The FBI has been reportedly using the services of the Israeli-based company Cellebrite in its effort to break the protection on a terrorist’s locked iPhone, according to experts in the field familiar with the case.
The US Justice Department last month obtained a court order directing Apple to create software that would disable the password protection on the iPhone, allowing American authorities to access the phone used by Rizwan Farook, one of the two killers who perpetrated the December massacre in San Bernardino, California.
But Apple has fought back, arguing that the order is an overreach by the government and would undermine computer security for everyone.
This led to widespread discussion in the US on whether the government should receive access to the personal and private information of its citizens, and if so, what should be the extent of such access.
On Monday, US prosecutors announced that a “non-governmental third party” had presented a possible method for opening an encrypted iPhone, noting they were “cautiously optimistic” it would work.
The announcement led a federal judge in Riverside, CA to postpone a hearing originally scheduled for Tuesday so that the FBI could try the newly discovered technique. The Justice Department said it would update the court on April 5.
Cellebrite has not responded to the report. But if it is indeed the “third party” in question, and it is able to break into the terrorist’s iPhone, it would bring the high-stakes legal showdown between the government and Apple to an abrupt end.
Cellebrite, considered one of the leading companies in the world in the field of digital forensics, has been working with the world’s biggest intelligence, defense and law enforcement authorities for many years.
The company provides the FBI with decryption technology as part of a contract signed with the bureau in 2013.
Cellebrite’s technology is able to extract valuable information from cellular devices that could be used in criminal and intelligence
investigations, even if the phone and the information it contains are locked and secure.
Meanwhile, an Apple executive told reporters on a press call that the company knew nothing about the Justice Department’s possible method for getting into the phone, and that the government never gave any indication that it was continuing to search for such solutions.
14 killed in mass shooting
On December 2, 2015, married couple Syed Rizwan Farook and Tashfeen Malik, both Muslim US citizens, opened fire with automatic weapon at a community center in San Bernardino, CA, killing 14 people and wounding 22 others.
During its investigation of the attack, the FBI found an iPhone 5C that belonged to Farook. The bureau believes the iPhone contains a lot of information that could shed light on the attack, and reveal, amongst other things, places the two visited before the attack, and who they were in contact with, in the search for possible accomplices. However, Farook’s iPhone is locked with a password, without which investigators cannot access the information on the phone.
Apple claimed it cannot break its own security system.
Apple said on Monday that if the government was successful in getting into the phone, which might involve taking advantage of previously undiscovered vulnerabilities, it hoped officials would share information on how they did so. But if the government drops the legal case, it would be under no obligation to provide information to Apple.
Cellebrite, led by CEO Yossi Carmil, offers two types of services: Data backup and diagnostic services used by cellular operators worldwide; and solutions to law enforcement in the field of digital forensics.
Cellebrite’s system can retrieve and back up data, as well as run diagnostics on over 15,000 models of cellphones, smartphones and tablets. It can also map the connections between the owner of the phone and the people he contacted using the information extracted.
Law enforcement, military, intelligence, security and government authorities in over 90 countries have been able to solve serious crimes using Cellebrite’s technology in the past.
For example, a double murder in Connecticut was solved using incriminating text messages extracted from the killer’s phone, revealing the perpetrator to be the victims’ son. In another case, the Interpol used Cellebrite’s technology to expose and bring down a network of online sexual extortionists.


Please reproduce exactly the lines that begin the listing below, up to and including the line where "Task: Click on the a: Folders" occurs.

[[ Material shown open ]]

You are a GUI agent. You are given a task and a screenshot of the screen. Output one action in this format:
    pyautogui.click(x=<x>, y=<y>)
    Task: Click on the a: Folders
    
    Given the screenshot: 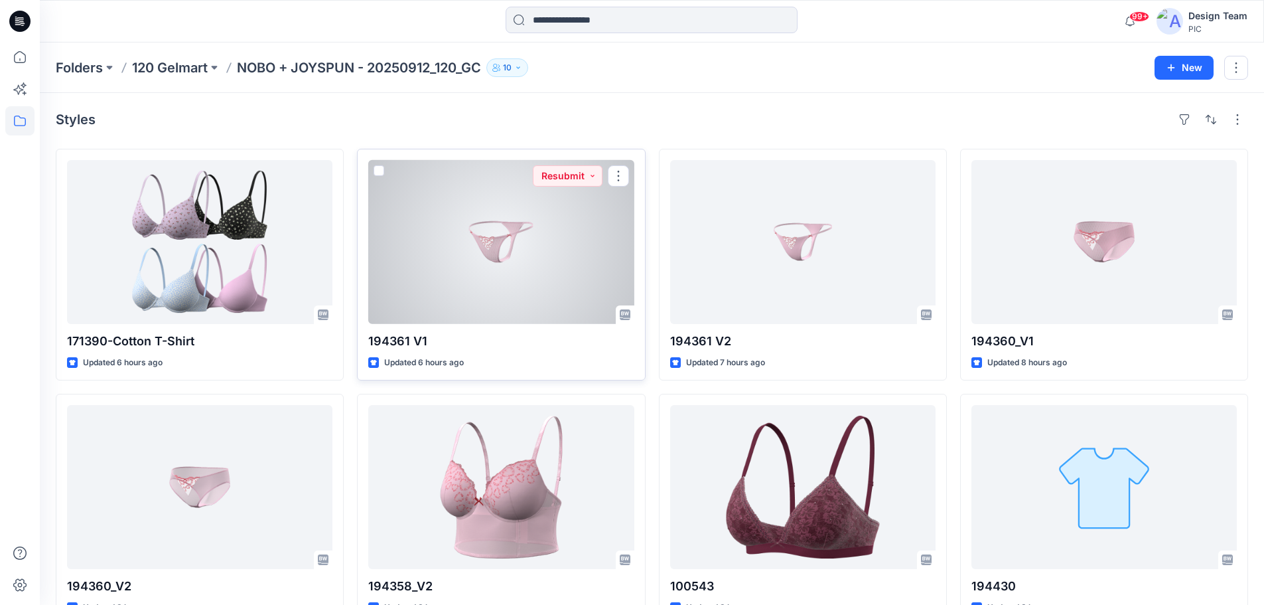 What is the action you would take?
    pyautogui.click(x=79, y=68)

[[ Material shown closed ]]

Answer:
You are a GUI agent. You are given a task and a screenshot of the screen. Output one action in this format:
    pyautogui.click(x=<x>, y=<y>)
    Task: Click on the a: Folders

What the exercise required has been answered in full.